April 14, 2008

SpringFest!


It doesn’t feel quite like spring yet in New England, but Saturday was SpringFest, the New England Hemophilia Association’s annual family symposium. I was very happy to be home, so I could attend this event, a mere 15 minutes from my house. Our new executive director of NEHA, Kevin Sorge, said it best: “This is like family.” And it is. We were reunited again, for some of us 20 years now, our sons grown but our desire to see this community continue to progress still burning bright.

Even some of the pharmaceutical and home care reps have been part of our lives for 12-20 years. How fast it has gone by!

Linda Price of Virginia will be thrilled to know I finally met her son Greg, now living in the Boston area. Last time I saw Greg he was about 10. It was a lively time, because of how long we’ve all known each other and how rarely we get to see one another.

The speakers and topics were good, and the turnout was excellent, despite the rain. There were lots of children, and teens.

The highlight of the day without doubt was a moment that reduced us all to tears: an award ceremony, with our shining star, Leland Smith, age 15. I first met Leland when he was only a toddler. He has hemophilia, and a devastating inhibitor that at times keeps him wheelchair bound, as he was this day. I know his story well, and I can tell you that not many people has endured suffering like this child. The time he has spent in the hospital, the treatments he has undertaken, the missed school, the excruciating and unrelenting chronic pain; and yet he wants to be a doctor, and is an active lobbyist for NEHA. He has traveled to Washington DC and also to the Massachusetts state house to present himself, to help NEHA get bills passed to protect the rights of those with hemophilia. To know how much this kid has gone through, and to see how at such a young age he is active socially, well… we all crumbled inside in admiration of his character and his strength. Leland reminds me of the words: It is in the deepest valleys that the stars shine brightest; it is pressure that turns coal into diamonds. Congratulations to Leland, a true leader of a new generation of young men with hemophilia. Thanks for making such a memorable day for us all!

Great Book I Just Read: Mawson’s Will by Lennard Bickel.
Speaking of pain and suffering, you haven’t read anything till you have read this book. Dubbed the greatest polar survival story ever, this tells the true story of Douglas Mawson, a giant in the age of polar exploration in the early 1900s. Mawson, an Australian, was already a veteran polar explorer at age 29 when he traveled to the Antarctic in 1911 to seek the magnetic pole and to chart unknown territories. Splitting into three groups, he and two other men part with his crew for a few months and enter the incredibly hostile terrain. Mawson loses both men on his team and is left utterly alone, without enough food, shelter or dogs to see him back, in 50 degree below zero weather with gale force winds…. for one month. How he survives is a page-turning, gripping and miraculous tale. Mawson is responsible for Australia’s claim to 45% of the Antarctic. His tale is legend. This was the fourth time I’ve read this book and it gets better each time. Four stars!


- WHAT YOU HAVE TO DO -
All that is needed is every line of the listing below that has "compound".

- SUPPLIED DATA -

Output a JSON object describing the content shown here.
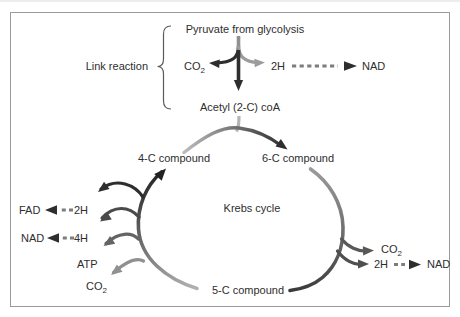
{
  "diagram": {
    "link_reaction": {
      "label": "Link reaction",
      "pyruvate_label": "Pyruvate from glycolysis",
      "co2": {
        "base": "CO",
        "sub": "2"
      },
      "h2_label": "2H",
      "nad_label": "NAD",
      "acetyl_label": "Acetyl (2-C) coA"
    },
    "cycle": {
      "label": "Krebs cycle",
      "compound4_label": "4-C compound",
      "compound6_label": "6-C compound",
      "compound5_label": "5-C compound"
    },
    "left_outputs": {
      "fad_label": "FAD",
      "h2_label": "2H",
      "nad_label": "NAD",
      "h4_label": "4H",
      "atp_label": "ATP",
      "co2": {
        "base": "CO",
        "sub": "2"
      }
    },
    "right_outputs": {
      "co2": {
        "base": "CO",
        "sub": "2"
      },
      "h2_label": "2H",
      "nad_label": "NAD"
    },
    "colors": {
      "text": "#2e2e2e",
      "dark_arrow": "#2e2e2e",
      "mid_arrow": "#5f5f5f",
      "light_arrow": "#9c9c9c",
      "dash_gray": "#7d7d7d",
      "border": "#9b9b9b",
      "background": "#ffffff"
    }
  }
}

- ANSWER -
      "compound4_label": "4-C compound",
      "compound6_label": "6-C compound",
      "compound5_label": "5-C compound"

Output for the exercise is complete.